I have been watching Steve Cram (62) for years.
As many as years I have been running.
If I started running, back in the 80s, I had done it driven by people like him, like Cram, or like Sir Sebastian Coe, or like Steve Ovett: the British middle-distance, how can we forget them, we who are in our fifties?
I admired and envied Steve Cram in that 1983, the year of his flight to the 1,500 world title. How that blonde slid in the last 200 m!
“Cruising speed”, they called what he did: “Nobody has his cruising speed”.
Engrossed in the cruising speed of those days in Helsinki, good Cram had released Steve Scott and Said Auita entering the last corner, and also the great José Manuel Abascal, fifth then.
And that’s it.
There was no way to stop him.
I watched and envied him then as an athlete, and I have continued to watch him in recent times, now that he is a BBC athletics commentator, a classic voice and silhouette at Europeans, Worlds and Games.
For years, I have been running into him halfway around the world, a silent admirer.
But this Tuesday, on the eve of the 1,500m final in Budapest (this Wednesday at 9:15 p.m., with the presence of Mario García Romo), I said to myself:
– Come on, board.
And for him I’ve gone.
(…)
Cram is still skinny and sharp, and he was immersed in his chores, reviewing data on his computer, sitting in the Media Center of the Budapest stadium, when I approached him to say:
–You won the 1,500 in the first World Cup in the history of athletics, and tomorrow (for today) is the final of the distance. The Vanguard needs to talk to you.
And the myth has looked up, has looked me in the eye and has said:
-Now?
-Now.
–OK, let’s go there –he answered, standing up.
And so we have found a secluded corner in the room, and mess.
I have said to him:
–Last December, I had the opportunity to talk with Jakob Ingebrigtsen, the pearl of the current midfielder. Ingebrigtsen has already been European champion and Olympic champion. But when I asked him about his big goals in life, he replied: ‘I have a big outstanding debt. I have never been a 1,500 world champion. And as long as it isn’t, I won’t feel complete.
–Ingebrigtsen was still young at the 2019 World Cup (he was 4th, he was 19 years old). And last year he had some injuries in the winter, and even though he was pretty close to his top, he wasn’t on his top (he was 2nd). But this year I think he is a better athlete. And if he shows respect towards his opponents, I think he can win in two or three different ways. Besides, I don’t think any of his rivals believe that he can beat him.
–When you say disrespectful, do you mean that he lost last year to Jake Wightman for trusting himself too much?
(After his defeat, Jakob Ingebrigtsen said he did not understand how he could have lost to someone inferior to him).
–I think that perhaps he believed that if he did what he had always done, which was to take the lead with 800m to go, no one would be able to overtake him. But I repeat, then he was at 98% and Wightman, a better eight-hundred-year-old, faster than Ingebrigtsen, was in a unique shape in his life. I think Ingebrigtsen learned from that and will not make similar mistakes.
So there’s no alternative?
–He is clearly the favourite, and he is going to build a very fast career at some point. But he must manage well, because he also has 5,000 ahead of him and cannot go extraordinarily hard.
–¿Ve similitudes entre usted e Ingebrigtsen?
-Some, yes. When he was starting out, his father came to see me, he asked me for some advice. I saw right away that I was better than Henrik and Filip, his older brothers, and the family asked me questions about my training methods. We are talking about intensities, I think they do more long and demanding jogging sessions, and more hard work on the track. But I’ll tell you something: Ingebrigtsen is more long-distance runner than me. He tends to 5,000. I tended to 800.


Only the lines from the one with "Itemize the components" through the last line of the material below belong in the answer, copied exactly and without pictures.

--- Exercise data Enclosed Below ---

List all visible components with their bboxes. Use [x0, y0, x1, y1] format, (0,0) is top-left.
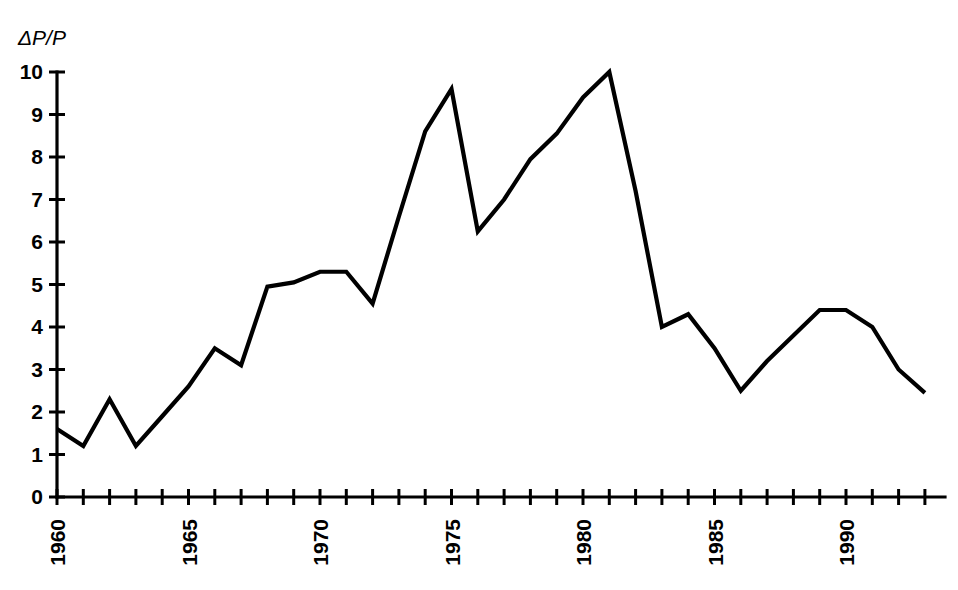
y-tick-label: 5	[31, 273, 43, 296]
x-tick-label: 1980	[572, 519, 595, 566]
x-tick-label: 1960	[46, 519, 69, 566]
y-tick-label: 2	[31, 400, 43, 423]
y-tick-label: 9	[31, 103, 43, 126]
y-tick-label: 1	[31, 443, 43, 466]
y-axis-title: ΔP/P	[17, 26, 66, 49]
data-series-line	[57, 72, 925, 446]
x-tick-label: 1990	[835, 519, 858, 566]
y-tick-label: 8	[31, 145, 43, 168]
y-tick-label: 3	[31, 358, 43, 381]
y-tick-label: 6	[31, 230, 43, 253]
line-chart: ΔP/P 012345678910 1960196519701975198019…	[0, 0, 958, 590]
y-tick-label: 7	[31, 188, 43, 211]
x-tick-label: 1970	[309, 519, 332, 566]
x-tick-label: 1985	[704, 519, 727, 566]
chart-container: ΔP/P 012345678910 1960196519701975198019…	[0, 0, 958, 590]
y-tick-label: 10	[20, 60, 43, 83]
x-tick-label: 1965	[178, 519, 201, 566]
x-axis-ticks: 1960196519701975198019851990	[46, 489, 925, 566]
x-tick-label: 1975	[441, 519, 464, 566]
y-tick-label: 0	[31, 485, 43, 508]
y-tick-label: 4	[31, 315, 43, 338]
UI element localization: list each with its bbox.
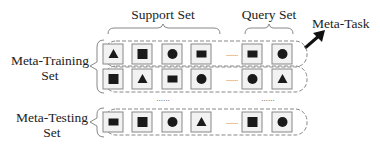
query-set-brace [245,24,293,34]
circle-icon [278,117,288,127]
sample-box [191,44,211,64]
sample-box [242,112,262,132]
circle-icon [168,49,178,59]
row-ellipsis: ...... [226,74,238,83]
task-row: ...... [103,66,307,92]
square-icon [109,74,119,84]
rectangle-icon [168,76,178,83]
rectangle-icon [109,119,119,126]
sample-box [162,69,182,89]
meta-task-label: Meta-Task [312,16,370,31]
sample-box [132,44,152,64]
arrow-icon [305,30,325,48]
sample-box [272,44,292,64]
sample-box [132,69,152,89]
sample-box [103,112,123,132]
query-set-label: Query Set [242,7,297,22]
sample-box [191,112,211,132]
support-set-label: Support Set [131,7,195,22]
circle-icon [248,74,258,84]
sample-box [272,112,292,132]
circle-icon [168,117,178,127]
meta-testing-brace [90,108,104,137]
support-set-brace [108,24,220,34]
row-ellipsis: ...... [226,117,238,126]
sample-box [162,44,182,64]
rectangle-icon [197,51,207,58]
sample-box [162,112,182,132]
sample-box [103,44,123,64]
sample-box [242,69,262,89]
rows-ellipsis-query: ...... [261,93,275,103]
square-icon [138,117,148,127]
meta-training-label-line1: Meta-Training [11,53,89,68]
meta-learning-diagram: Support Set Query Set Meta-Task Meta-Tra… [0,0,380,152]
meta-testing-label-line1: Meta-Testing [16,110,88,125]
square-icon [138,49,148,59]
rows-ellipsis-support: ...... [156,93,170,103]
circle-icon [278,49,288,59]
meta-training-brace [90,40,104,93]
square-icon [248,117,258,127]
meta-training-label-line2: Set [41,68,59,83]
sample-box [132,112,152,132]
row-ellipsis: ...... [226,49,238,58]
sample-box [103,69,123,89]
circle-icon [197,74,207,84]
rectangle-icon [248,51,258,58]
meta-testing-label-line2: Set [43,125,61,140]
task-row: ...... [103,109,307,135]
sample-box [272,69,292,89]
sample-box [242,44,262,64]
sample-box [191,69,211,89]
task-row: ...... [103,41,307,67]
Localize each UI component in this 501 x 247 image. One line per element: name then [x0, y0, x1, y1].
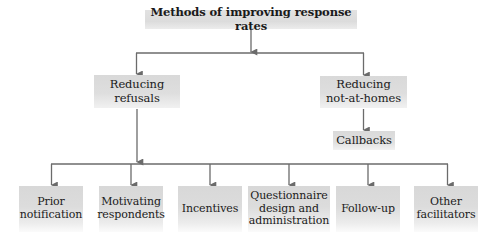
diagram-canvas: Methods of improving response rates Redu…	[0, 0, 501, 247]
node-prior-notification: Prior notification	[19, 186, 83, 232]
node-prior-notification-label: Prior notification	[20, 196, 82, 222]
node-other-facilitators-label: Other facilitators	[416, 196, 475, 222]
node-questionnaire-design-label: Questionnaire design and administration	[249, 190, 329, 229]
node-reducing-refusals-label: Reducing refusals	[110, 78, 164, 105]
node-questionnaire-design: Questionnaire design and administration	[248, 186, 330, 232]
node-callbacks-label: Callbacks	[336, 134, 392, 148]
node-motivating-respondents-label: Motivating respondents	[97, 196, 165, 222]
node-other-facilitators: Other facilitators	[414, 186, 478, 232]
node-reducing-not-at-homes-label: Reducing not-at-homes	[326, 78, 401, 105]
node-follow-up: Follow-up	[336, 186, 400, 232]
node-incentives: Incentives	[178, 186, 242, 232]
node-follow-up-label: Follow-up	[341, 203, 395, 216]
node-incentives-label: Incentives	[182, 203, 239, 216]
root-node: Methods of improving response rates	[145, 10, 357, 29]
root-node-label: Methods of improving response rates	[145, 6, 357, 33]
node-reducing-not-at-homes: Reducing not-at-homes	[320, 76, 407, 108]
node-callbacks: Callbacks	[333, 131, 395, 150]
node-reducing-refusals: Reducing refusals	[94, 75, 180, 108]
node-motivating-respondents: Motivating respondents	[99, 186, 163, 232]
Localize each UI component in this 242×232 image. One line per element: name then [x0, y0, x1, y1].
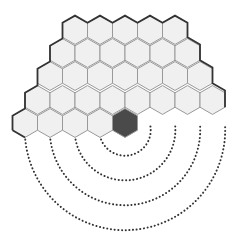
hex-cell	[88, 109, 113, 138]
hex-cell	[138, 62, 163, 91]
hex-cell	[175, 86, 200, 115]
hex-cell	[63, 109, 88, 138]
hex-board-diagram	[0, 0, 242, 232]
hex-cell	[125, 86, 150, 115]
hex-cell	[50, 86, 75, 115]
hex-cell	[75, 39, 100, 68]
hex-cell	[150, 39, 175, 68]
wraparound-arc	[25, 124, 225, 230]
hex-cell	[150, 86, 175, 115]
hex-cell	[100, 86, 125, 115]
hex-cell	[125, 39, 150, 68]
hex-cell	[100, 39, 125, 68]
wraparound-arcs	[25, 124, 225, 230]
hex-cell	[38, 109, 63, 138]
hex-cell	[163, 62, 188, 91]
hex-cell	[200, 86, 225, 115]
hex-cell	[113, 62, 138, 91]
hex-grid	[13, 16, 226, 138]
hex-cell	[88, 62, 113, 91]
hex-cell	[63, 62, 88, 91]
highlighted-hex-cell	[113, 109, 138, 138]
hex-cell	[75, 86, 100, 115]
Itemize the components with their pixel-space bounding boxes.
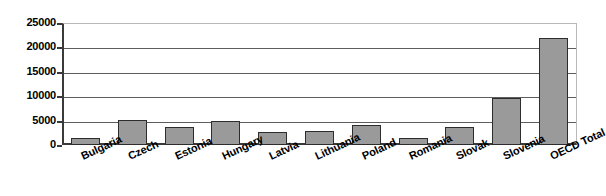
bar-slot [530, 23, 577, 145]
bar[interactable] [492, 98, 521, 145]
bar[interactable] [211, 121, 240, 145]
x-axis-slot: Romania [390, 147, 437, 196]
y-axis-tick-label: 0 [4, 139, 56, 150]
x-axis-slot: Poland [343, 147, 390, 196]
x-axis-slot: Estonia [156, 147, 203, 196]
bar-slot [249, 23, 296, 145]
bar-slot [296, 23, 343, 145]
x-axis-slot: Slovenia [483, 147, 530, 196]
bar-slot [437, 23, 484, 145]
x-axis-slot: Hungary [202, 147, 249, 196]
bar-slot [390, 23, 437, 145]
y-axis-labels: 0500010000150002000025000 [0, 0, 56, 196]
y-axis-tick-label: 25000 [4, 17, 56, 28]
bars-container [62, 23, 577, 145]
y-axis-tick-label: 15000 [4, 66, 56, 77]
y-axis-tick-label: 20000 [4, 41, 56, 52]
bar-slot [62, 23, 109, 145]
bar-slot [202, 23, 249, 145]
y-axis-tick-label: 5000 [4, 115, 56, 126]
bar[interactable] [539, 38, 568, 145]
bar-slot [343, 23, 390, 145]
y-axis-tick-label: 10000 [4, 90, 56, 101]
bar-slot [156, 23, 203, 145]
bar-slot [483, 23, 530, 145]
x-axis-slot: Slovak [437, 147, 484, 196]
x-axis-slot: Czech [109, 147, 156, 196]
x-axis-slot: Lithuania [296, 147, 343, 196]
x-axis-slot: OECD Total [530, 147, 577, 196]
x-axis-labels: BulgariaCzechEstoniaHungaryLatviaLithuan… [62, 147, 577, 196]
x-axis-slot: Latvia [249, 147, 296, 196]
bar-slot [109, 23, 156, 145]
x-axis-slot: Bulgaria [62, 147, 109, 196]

--- End of Enclosed Exercise data ---

_Task result:_
Itemize the components with their pixel-space bounding boxes.
bar-slot [530, 23, 577, 145]
bar[interactable] [492, 98, 521, 145]
bar[interactable] [211, 121, 240, 145]
x-axis-slot: Romania [390, 147, 437, 196]
y-axis-tick-label: 0 [4, 139, 56, 150]
x-axis-slot: Poland [343, 147, 390, 196]
x-axis-slot: Estonia [156, 147, 203, 196]
bar-slot [249, 23, 296, 145]
bar-slot [296, 23, 343, 145]
x-axis-slot: Slovenia [483, 147, 530, 196]
bar-slot [437, 23, 484, 145]
x-axis-slot: Hungary [202, 147, 249, 196]
bar-slot [390, 23, 437, 145]
y-axis-labels: 0500010000150002000025000 [0, 0, 56, 196]
y-axis-tick-label: 25000 [4, 17, 56, 28]
bars-container [62, 23, 577, 145]
y-axis-tick-label: 15000 [4, 66, 56, 77]
y-axis-tick-label: 20000 [4, 41, 56, 52]
bar-slot [62, 23, 109, 145]
bar-slot [202, 23, 249, 145]
y-axis-tick-label: 5000 [4, 115, 56, 126]
bar[interactable] [539, 38, 568, 145]
bar-slot [343, 23, 390, 145]
y-axis-tick-label: 10000 [4, 90, 56, 101]
bar-slot [156, 23, 203, 145]
bar-slot [483, 23, 530, 145]
x-axis-slot: Slovak [437, 147, 484, 196]
x-axis-slot: Czech [109, 147, 156, 196]
x-axis-slot: Lithuania [296, 147, 343, 196]
x-axis-slot: OECD Total [530, 147, 577, 196]
x-axis-labels: BulgariaCzechEstoniaHungaryLatviaLithuan… [62, 147, 577, 196]
x-axis-slot: Latvia [249, 147, 296, 196]
bar-slot [109, 23, 156, 145]
x-axis-slot: Bulgaria [62, 147, 109, 196]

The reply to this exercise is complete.